To honor Herman Melville for making the great white whale a metaphor for the inscrutable and unknowable, a prehistoric leviathan now bears his name. (Thanks, Kevin)
Melville the Whale
Kindle Highlights and Lowlights
Amazon is now aggregating the data from the “highlighting” feature on the Kindle to find out what text is highlighted the most across all Kindle users. Amazon is calling the feature “Most Highlighted Passages of All Time” and the results couldn’t be more boring. (via)
Dark Matter and the Dinosaurs
Year in Reading alum Maria Popova of Brain Pickings writes her first book review for The New York Times on Dark Matter and the Dinosaurs by Lisa Randall, a Harvard cosmologist. Randall proposes ”that a thin disk of dark matter in the plane of the Milky Way triggered a minor perturbation in deep space that caused the major earthly catastrophe that decimated the dinosaurs.” Jenny Hendrix writes about modern-day extinction for The Millions.
Ulin on King
David Ulin offers a brief consideration of Stephen King. King’s work, Ulin writes, “exposes, with real acuity, a lot about who we are.”
You Do the Math
This week we learned Gary Shteyngart is at work on a memoir. This week is also when the annual Dachshund Spring Fiesta takes place in Washington Square Park. Has viral marketing reached its nadir?
Literary Alimentary
“After mixing the drink, sit back and fan yourself with the wide brim of a Kentucky Derby hat.” Thanks to Ploughshares, you can impress your friends by serving them The Great Gatsby – to drink.
The Trouble With Memoirs
“If you didn’t feel you were discovering something as you wrote your memoir, don’t publish it. Instead hit the delete key, and then go congratulate yourself for having lived a perfectly good, undistinguished life. There’s no shame in that.” Neil Genzlinger at the New York Times lays some ground rules for those compelled to write memoirs.
Research Bunker in NYC
The New York Public Library’s research collection will be moving to an impressive concrete bunker beneath Bryant Park (instead of the much protested option—New Jersey). Our own Michael Bourne writes about how the subway car, once a rolling library, is transitioning to digital.
On Hunger
Alexander Chee has a stunning new story in Guernica. He writes, “I wanted to eat and so I learned to sing…It took more than a witch to make a singer out of me.” Pair with Claire Cameron’s Millions interview with the author about his new novel, The Queen of the Night.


Aim of the task = The answer is all of the data repeated exactly, with each picture omitted.

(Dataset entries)
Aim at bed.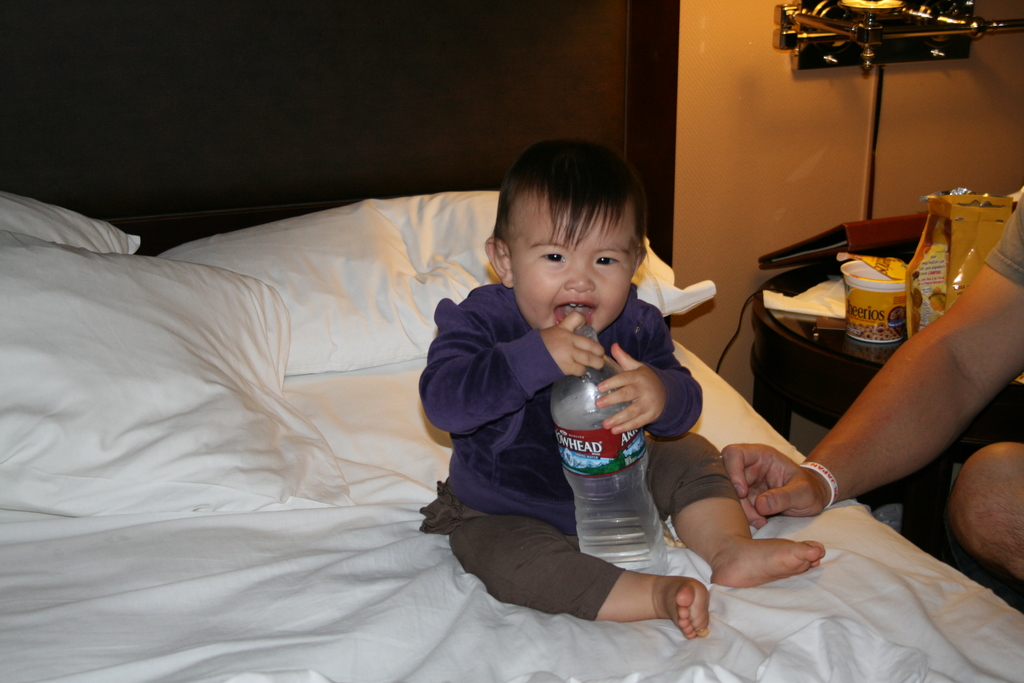
Aimed at [left=15, top=135, right=924, bottom=679].
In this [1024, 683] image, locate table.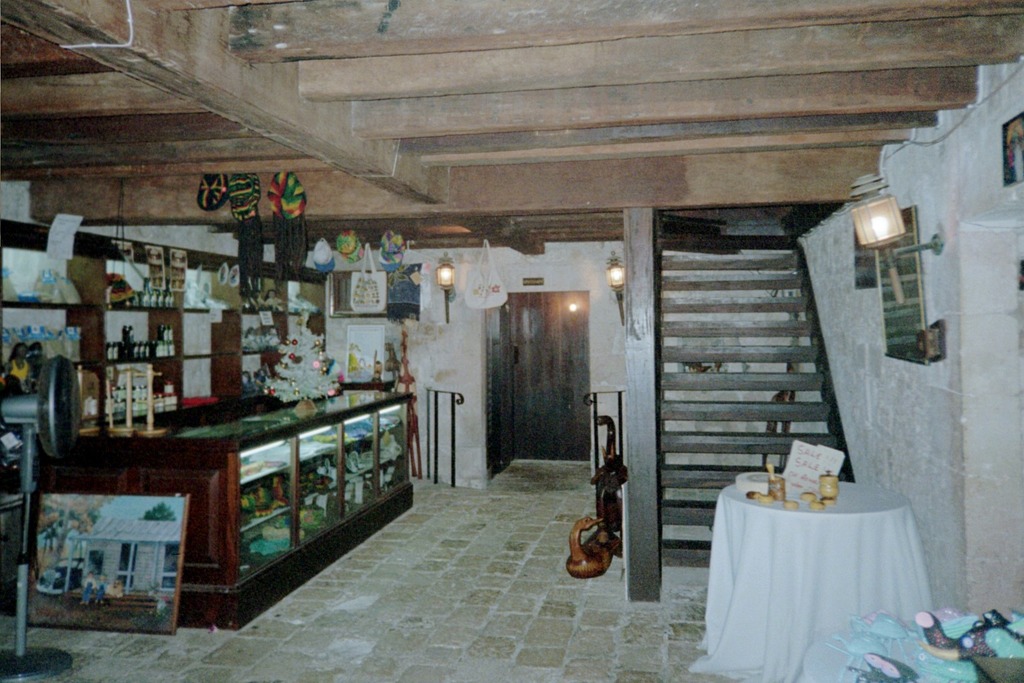
Bounding box: rect(80, 376, 411, 632).
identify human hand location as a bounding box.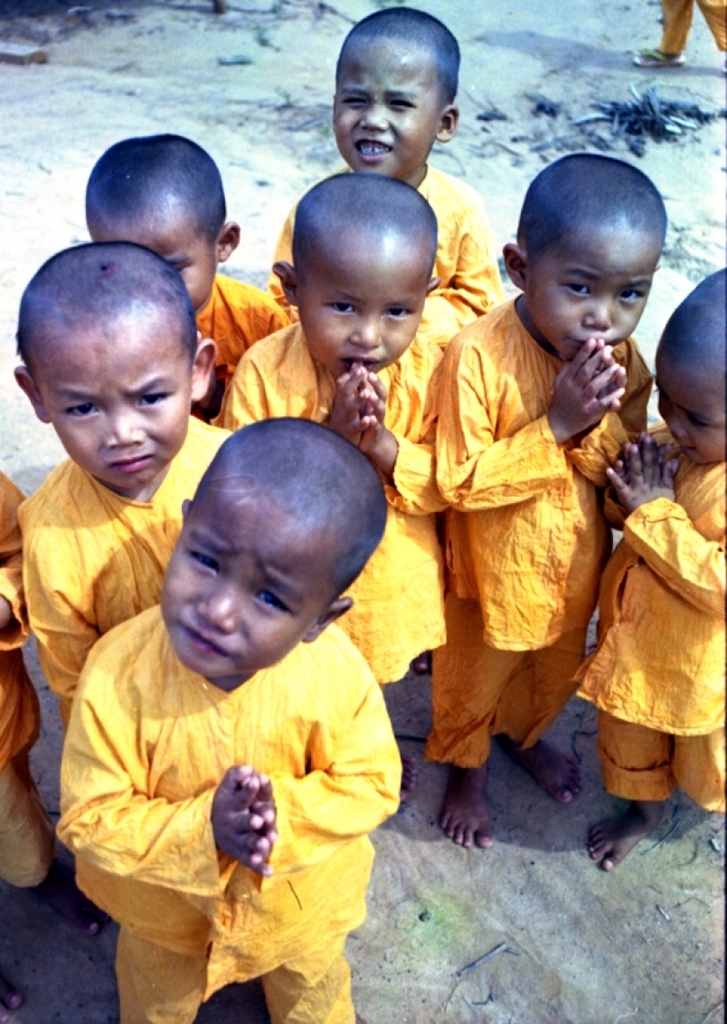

Task output =
Aim at bed.
Aimed at [left=15, top=135, right=924, bottom=679].
In this [1024, 683] image, locate table.
Bounding box: rect(80, 376, 411, 632).
identify human hand location as a bounding box.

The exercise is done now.